Wren Nealy, Cypress Creek Emergency Medical Services CEO, provided updates on CCEMS’ recently formed venture with American Jet International to assist with medical transport flights at the July 28 board meeting.

The partnership is coming as CCEMS’ contract with Harris County Emergency Services District No. 11 enters its final months. That contract, which entails providing emergency medical services for approximately 177 square miles in Harris County, will expire Sept. 1.

According to the agreement, AJI—an on-demand aircraft charter company that, among other operations, provides medical flights and organ transports—will provide aerial transport needs, with CCEMS providing the medical flight crew and equipment necessary to assist AJI with their medical transports.

Nealy noted that CCEMS could only assist on international flights because Texas requires a fixed-wing air medical license through the Texas Department of State Health Services, but he said he hoped the license would be approved within the next week.

Nealy noted that the use of intra-aortic balloon pumps, ventricular assistance devices and extracorporeal membrane oxygenation machines would all be employed during critical care transports.


“Those are all the critical care specialty type of transports where the patient is on a life-sustaining device and they have to be transported to a higher level of care for cardiac surgery,” Nealy said, noting roughly 60 members of his staff have completed or are in the process of completing their critical care training. “It’s taking our care to the next level.”

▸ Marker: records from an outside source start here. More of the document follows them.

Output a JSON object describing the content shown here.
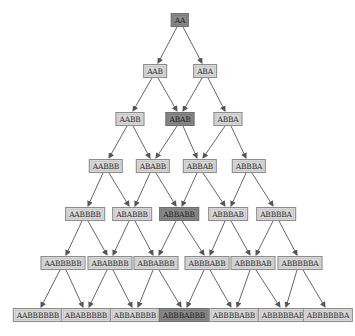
{
  "diagram": {
    "type": "tree",
    "highlight_color": "#8a8a8a",
    "node_color": "#d9d9d9",
    "edge_color": "#555555",
    "nodes": [
      {
        "id": "n0",
        "label": "AA",
        "x": 180,
        "y": 20,
        "hl": true
      },
      {
        "id": "n1",
        "label": "AAB",
        "x": 155,
        "y": 71,
        "hl": false
      },
      {
        "id": "n2",
        "label": "ABA",
        "x": 205,
        "y": 71,
        "hl": false
      },
      {
        "id": "n3",
        "label": "AABB",
        "x": 130,
        "y": 119,
        "hl": false
      },
      {
        "id": "n4",
        "label": "ABAB",
        "x": 180,
        "y": 119,
        "hl": true
      },
      {
        "id": "n5",
        "label": "ABBA",
        "x": 228,
        "y": 119,
        "hl": false
      },
      {
        "id": "n6",
        "label": "AABBB",
        "x": 106,
        "y": 166,
        "hl": false
      },
      {
        "id": "n7",
        "label": "ABABB",
        "x": 153,
        "y": 166,
        "hl": false
      },
      {
        "id": "n8",
        "label": "ABBAB",
        "x": 200,
        "y": 166,
        "hl": false
      },
      {
        "id": "n9",
        "label": "ABBBA",
        "x": 249,
        "y": 166,
        "hl": false
      },
      {
        "id": "n10",
        "label": "AABBBB",
        "x": 85,
        "y": 214,
        "hl": false
      },
      {
        "id": "n11",
        "label": "ABABBB",
        "x": 132,
        "y": 214,
        "hl": false
      },
      {
        "id": "n12",
        "label": "ABBABB",
        "x": 179,
        "y": 214,
        "hl": true
      },
      {
        "id": "n13",
        "label": "ABBBAB",
        "x": 228,
        "y": 214,
        "hl": false
      },
      {
        "id": "n14",
        "label": "ABBBBA",
        "x": 276,
        "y": 214,
        "hl": false
      },
      {
        "id": "n15",
        "label": "AABBBBB",
        "x": 63,
        "y": 263,
        "hl": false
      },
      {
        "id": "n16",
        "label": "ABABBBB",
        "x": 110,
        "y": 263,
        "hl": false
      },
      {
        "id": "n17",
        "label": "ABBABBB",
        "x": 156,
        "y": 263,
        "hl": false
      },
      {
        "id": "n18",
        "label": "ABBBABB",
        "x": 207,
        "y": 263,
        "hl": false
      },
      {
        "id": "n19",
        "label": "ABBBBAB",
        "x": 253,
        "y": 263,
        "hl": false
      },
      {
        "id": "n20",
        "label": "ABBBBBA",
        "x": 300,
        "y": 263,
        "hl": false
      },
      {
        "id": "n21",
        "label": "AABBBBBB",
        "x": 38,
        "y": 315,
        "hl": false
      },
      {
        "id": "n22",
        "label": "ABABBBBB",
        "x": 86,
        "y": 315,
        "hl": false
      },
      {
        "id": "n23",
        "label": "ABBABBBB",
        "x": 135,
        "y": 315,
        "hl": false
      },
      {
        "id": "n24",
        "label": "ABBBABBB",
        "x": 184,
        "y": 315,
        "hl": true
      },
      {
        "id": "n25",
        "label": "ABBBBABB",
        "x": 234,
        "y": 315,
        "hl": false
      },
      {
        "id": "n26",
        "label": "ABBBBBAB",
        "x": 283,
        "y": 315,
        "hl": false
      },
      {
        "id": "n27",
        "label": "ABBBBBBA",
        "x": 328,
        "y": 315,
        "hl": false
      }
    ],
    "edges": [
      [
        "n0",
        "n1"
      ],
      [
        "n0",
        "n2"
      ],
      [
        "n1",
        "n3"
      ],
      [
        "n1",
        "n4"
      ],
      [
        "n2",
        "n4"
      ],
      [
        "n2",
        "n5"
      ],
      [
        "n3",
        "n6"
      ],
      [
        "n3",
        "n7"
      ],
      [
        "n4",
        "n7"
      ],
      [
        "n4",
        "n8"
      ],
      [
        "n5",
        "n8"
      ],
      [
        "n5",
        "n9"
      ],
      [
        "n6",
        "n10"
      ],
      [
        "n6",
        "n11"
      ],
      [
        "n7",
        "n11"
      ],
      [
        "n7",
        "n12"
      ],
      [
        "n8",
        "n12"
      ],
      [
        "n8",
        "n13"
      ],
      [
        "n9",
        "n13"
      ],
      [
        "n9",
        "n14"
      ],
      [
        "n10",
        "n15"
      ],
      [
        "n10",
        "n16"
      ],
      [
        "n11",
        "n16"
      ],
      [
        "n11",
        "n17"
      ],
      [
        "n12",
        "n17"
      ],
      [
        "n12",
        "n18"
      ],
      [
        "n13",
        "n18"
      ],
      [
        "n13",
        "n19"
      ],
      [
        "n14",
        "n19"
      ],
      [
        "n14",
        "n20"
      ],
      [
        "n15",
        "n21"
      ],
      [
        "n15",
        "n22"
      ],
      [
        "n16",
        "n22"
      ],
      [
        "n16",
        "n23"
      ],
      [
        "n17",
        "n23"
      ],
      [
        "n17",
        "n24"
      ],
      [
        "n18",
        "n24"
      ],
      [
        "n18",
        "n25"
      ],
      [
        "n19",
        "n25"
      ],
      [
        "n19",
        "n26"
      ],
      [
        "n20",
        "n26"
      ],
      [
        "n20",
        "n27"
      ]
    ]
  }
}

Enrique Lima, CCEMS board of director’s president, touted the expanded offerings.

“It’s able to really grow on what we’ve always been, and it’ll help us be better,” Lima said.

AJI has several jets available for medical transports out of Hobby Airport in Houston and Love Field Airport in Dallas, but Nealy said it takes roughly two hours to convert the jets to be ready for patient transports.


Nealy noted AJI is in the process in preparing a jet that will be used solely for medical transports.

“They’re going to remodel [the jet] and dedicate it to medical operations, because then they save that two-hour conversion on the front end and the back end,” Nealy said. “That shows you how [AJI is] committed to this partnership by dedicating an aircraft for this operation.”

Nealy said the next stage of the process will entail training CCEMS’ dispatchers to integrate with AJI’s flight operation center so that they can process calls and track aircrafts.